Zero tolerance policy at Maryland IKEA forces police chief to surrender gun

Zero tolerance policies are frequently applied in the wrong circumstances, but rarely do they reach this level of idiocy.

Last weekend, Alan Goldberg went shopping at IKEA in Takoma Park, Md. and was asked to leave the store because he was carrying a holstered pistol. The catch? Goldberg is the chief of police in Takoma Park and was in uniform during his shopping trip.

It seems that the “Weapons Free Environment” of the store didn’t have an exceptions for police officers that day.

After spending the morning working at a Fourth of July parade, Goldberg had gone to IKEA to shop for furniture with his college-bound daughter. Once at the store, he was told of the store’s zero tolerance gun policy and advised that he could either exit the store or lock his gun in his car. Goldberg says that in his 35-year law enforcement career, he had never been asked to part with his service weapon before.

To a large extent, it is a matter of safety. “It isn’t the most prudent thing to do to walk around the store in uniform with an empty holster,” Goldberg told NBC Washington. “And I am not going to lock my gun in a commercial parking lot, with people watching me put it in there. That’s just ludicrous.”

Though he left the store at the time, Goldberg requested a written statement of the store’s weapon policy, but did not receive it. IKEA released a statement Monday clarifying the “misunderstanding” and specifying “our weapon policy does not apply to law enforcement officers.”

The fact that that needed to be clarified in a written statement is evidence enough of the flaws of zero-tolerance.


> _What you need to do_
Print the listing as it stands, omitting all images.

> _Stored data_
§

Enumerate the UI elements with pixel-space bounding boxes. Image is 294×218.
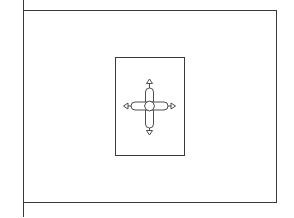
flag-drawing [0, 0, 294, 218]
cross-emblem-icon [124, 79, 176, 135]
flag-diagram: Line drawing of a rectangular flag on a … [0, 0, 294, 218]
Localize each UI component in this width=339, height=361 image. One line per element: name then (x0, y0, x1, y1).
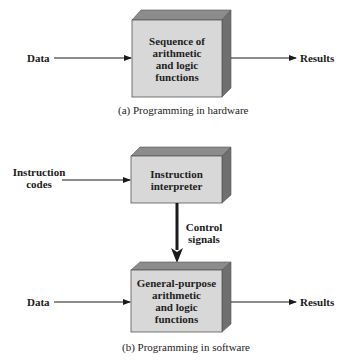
general-purpose-box-text: General-purpose arithmetic and logic fun… (131, 277, 222, 325)
results-label-a: Results (300, 52, 334, 64)
interpreter-box-text: Instruction interpreter (131, 168, 222, 192)
data-label-b: Data (27, 296, 50, 308)
control-signals-label: Control signals (184, 221, 224, 245)
caption-b: (b) Programming in software (122, 341, 250, 353)
results-label-b: Results (300, 296, 334, 308)
instruction-codes-label: Instruction codes (12, 166, 66, 190)
control-signals-arrowhead (171, 248, 183, 263)
data-label-a: Data (27, 52, 50, 64)
hardware-box-text: Sequence of arithmetic and logic functio… (132, 35, 222, 83)
caption-a: (a) Programming in hardware (118, 104, 248, 116)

§

> _Solved exercise_
Enumerate the UI elements with pixel-space bounding boxes. Image is 294×218.
flag-drawing [0, 0, 294, 218]
cross-emblem-icon [124, 79, 176, 135]
flag-diagram: Line drawing of a rectangular flag on a … [0, 0, 294, 218]
Localize each UI component in this width=339, height=361 image. One line per element: name then (x0, y0, x1, y1).
general-purpose-box-text: General-purpose arithmetic and logic fun… (131, 277, 222, 325)
results-label-a: Results (300, 52, 334, 64)
interpreter-box-text: Instruction interpreter (131, 168, 222, 192)
data-label-b: Data (27, 296, 50, 308)
control-signals-label: Control signals (184, 221, 224, 245)
caption-b: (b) Programming in software (122, 341, 250, 353)
results-label-b: Results (300, 296, 334, 308)
instruction-codes-label: Instruction codes (12, 166, 66, 190)
control-signals-arrowhead (171, 248, 183, 263)
data-label-a: Data (27, 52, 50, 64)
hardware-box-text: Sequence of arithmetic and logic functio… (132, 35, 222, 83)
caption-a: (a) Programming in hardware (118, 104, 248, 116)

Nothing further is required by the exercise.